“He calls his own sheep by name and leads them out.” John 10:3
City children who know crosswalks, traffic lights and concrete may have a hard time understanding the reality of shepherding. How can we bridge our distance from biblical metaphor and allow visual concepts a place amid the symbols of their hearts?
We call on the trimmings of our time and place to make sense of incoming information. Many children will filter the word sheep through a reservoir of memory, perhaps made of bold graphic versions of sheep and brightly coloured shepherds on the printed pages of Sunday School Bibles; perhaps a cotton ball or two may come to mind.
A teacher once asked me at a young age, “Have you ever looked into the eyes of a sheep?” I had not. I had sailed, climbed trees, and once at a birthday party I had eaten cake with coins baked inside. But I only knew sheep at a distance or through the eyes of another.
We rely on our context to decipher new information; all the contexts that we have previously inhabited, all the times that we have lived through. These contexts can be as varied as the hues of jellybeans in a jar. Can you guess just how many colours?
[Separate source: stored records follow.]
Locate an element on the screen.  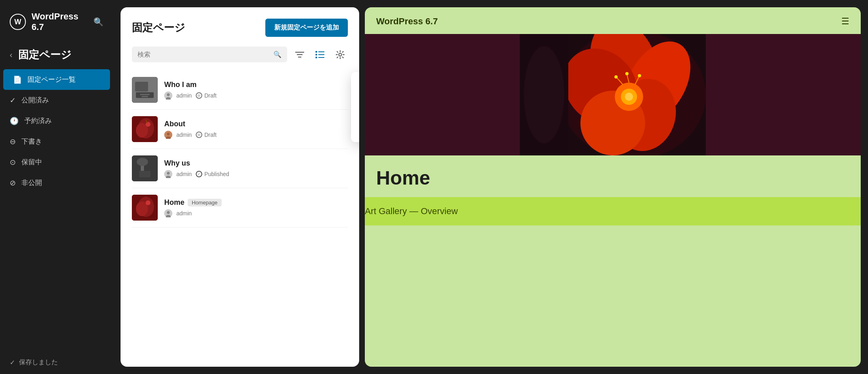
page-meta: admin is located at coordinates (256, 213).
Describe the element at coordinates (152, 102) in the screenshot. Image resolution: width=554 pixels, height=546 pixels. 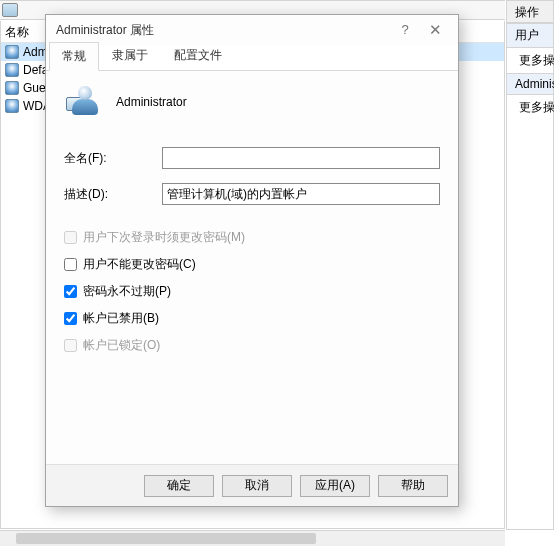
I see `username-display: Administrator` at that location.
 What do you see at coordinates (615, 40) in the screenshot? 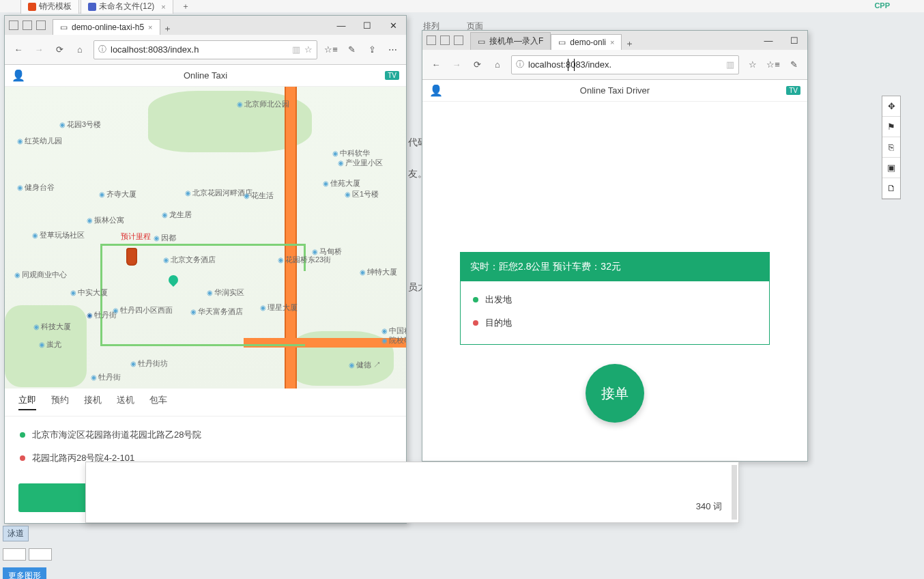
I see `titlebar: ▭ 接机单—录入F ▭ demo-onli × ＋ — ☐` at bounding box center [615, 40].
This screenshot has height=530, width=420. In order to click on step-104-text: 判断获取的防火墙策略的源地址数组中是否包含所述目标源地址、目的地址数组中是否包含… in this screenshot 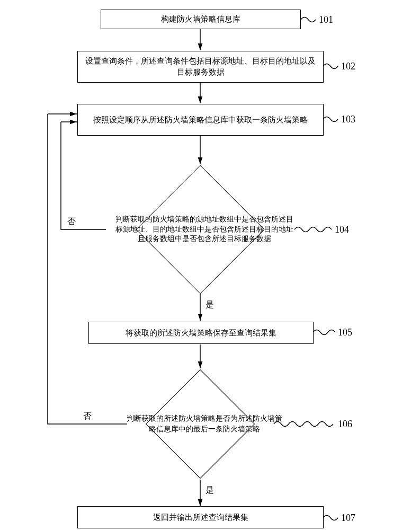, I will do `click(204, 230)`.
When we present the images of the Gospel to a child; when we talk of shepherding, bread, water, darkness and light—if we listen to the response of children, we must prepare to discover many particular histories. These will be histories, like our own, without guarantee, histories in development, histories that are walking alongside growing comprehension.
We read it, share it; we wrestle, sculpt and wonder the Word into knowledge. Shared collectively, our own particularities transfigure the Word into newness again and again. That is how the Word lives.